Lawyers representing the company said the government has acknowledged the continuing harm to those whose data was leaked to the news outlet.

“ProPublica has continued to publish stories using the disclosed data, even after Littlejohn entered a guilty plea. Alarm Concepts and other victims whose information has been disclosed to a news organization rightly fear that their private, confidential tax information could surface in the news at any time or could be disclosed to other news organizations,” the lawsuit alleges.

In court documents from a civil lawsuit brought by Mr. Griffin against the IRS, Littlejohn was asked to quantify how many people were snared in his data leak to ProPublica.

Littlejohn said his “guesstimate” of the “upper limit” of his data theft included 7,500 taxpayers over a 16-year span of tax filings.

In April 2024, however, the IRS began sending letters to more than 70,000 individuals and businesses warning that their tax information was included in Littlejohn’s data theft, according to the Alarm Concepts lawsuit. The IRS sent another round of letters to additional taxpayers in December. The IRS indicated last May it is still working to “fully understand” the scope of Littlejohn’s unlawful access to and disclosure of tax information.
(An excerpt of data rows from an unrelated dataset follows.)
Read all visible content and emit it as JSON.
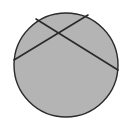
{
  "diagram": {
    "type": "circle-with-intersecting-chords",
    "background": "#ffffff",
    "circle": {
      "cx": 66,
      "cy": 65,
      "r": 52,
      "fill": "#b4b4b4",
      "stroke": "#2a2a2a",
      "stroke_width": 1.4
    },
    "chords": [
      {
        "id": "chord-1",
        "x1": 36,
        "y1": 19,
        "x2": 118,
        "y2": 70,
        "stroke": "#2a2a2a",
        "stroke_width": 1.6
      },
      {
        "id": "chord-2",
        "x1": 14,
        "y1": 60,
        "x2": 88,
        "y2": 15,
        "stroke": "#2a2a2a",
        "stroke_width": 1.6
      }
    ]
  }
}
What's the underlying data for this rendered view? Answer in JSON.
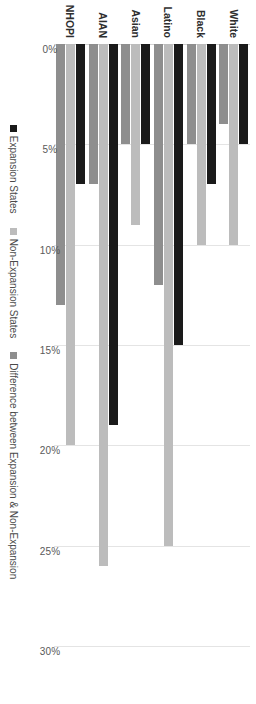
{
  "chart_data": {
    "type": "bar",
    "orientation": "horizontal",
    "title": "",
    "xlabel": "",
    "ylabel": "",
    "categories": [
      "White",
      "Black",
      "Latino",
      "Asian",
      "AIAN",
      "NHOPI"
    ],
    "series": [
      {
        "name": "Expansion States",
        "color": "#1a1a1a",
        "values": [
          5,
          7,
          15,
          5,
          19,
          7
        ]
      },
      {
        "name": "Non-Expansion States",
        "color": "#bcbcbc",
        "values": [
          10,
          10,
          25,
          9,
          26,
          20
        ]
      },
      {
        "name": "Difference between Expansion & Non-Expansion",
        "color": "#8e8e8e",
        "values": [
          4,
          5,
          12,
          5,
          7,
          13
        ]
      }
    ],
    "value_axis": {
      "ticks": [
        0,
        5,
        10,
        15,
        20,
        25,
        30
      ],
      "tick_labels": [
        "0%",
        "5%",
        "10%",
        "15%",
        "20%",
        "25%",
        "30%"
      ],
      "min": 0,
      "max": 30,
      "grid": true
    },
    "legend": {
      "position": "bottom",
      "entries": [
        "Expansion States",
        "Non-Expansion States",
        "Difference between Expansion & Non-Expansion"
      ]
    }
  }
}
After Littlejohn provided the stolen data to ProPublica, he said he helped reporters come up with story ideas, suggesting they use the Forbes list of the nation’s wealthiest Americans and publish what those top earners paid in taxes.

Littlejohn said he was assured by the reporters they would “keep a tight circle,” around who would have access to the data.

A ProPublica spokeswoman confirmed a book is in the works by some of the reporters who wrote the series that used the stolen tax information.

“The forthcoming book, which will be a popular history of U.S. efforts to tax the rich, is not a ProPublica project and does not involve ProPublica materials, including material from the IRS trove,” a spokeswoman said.

Stephen Dinan contributed to this story.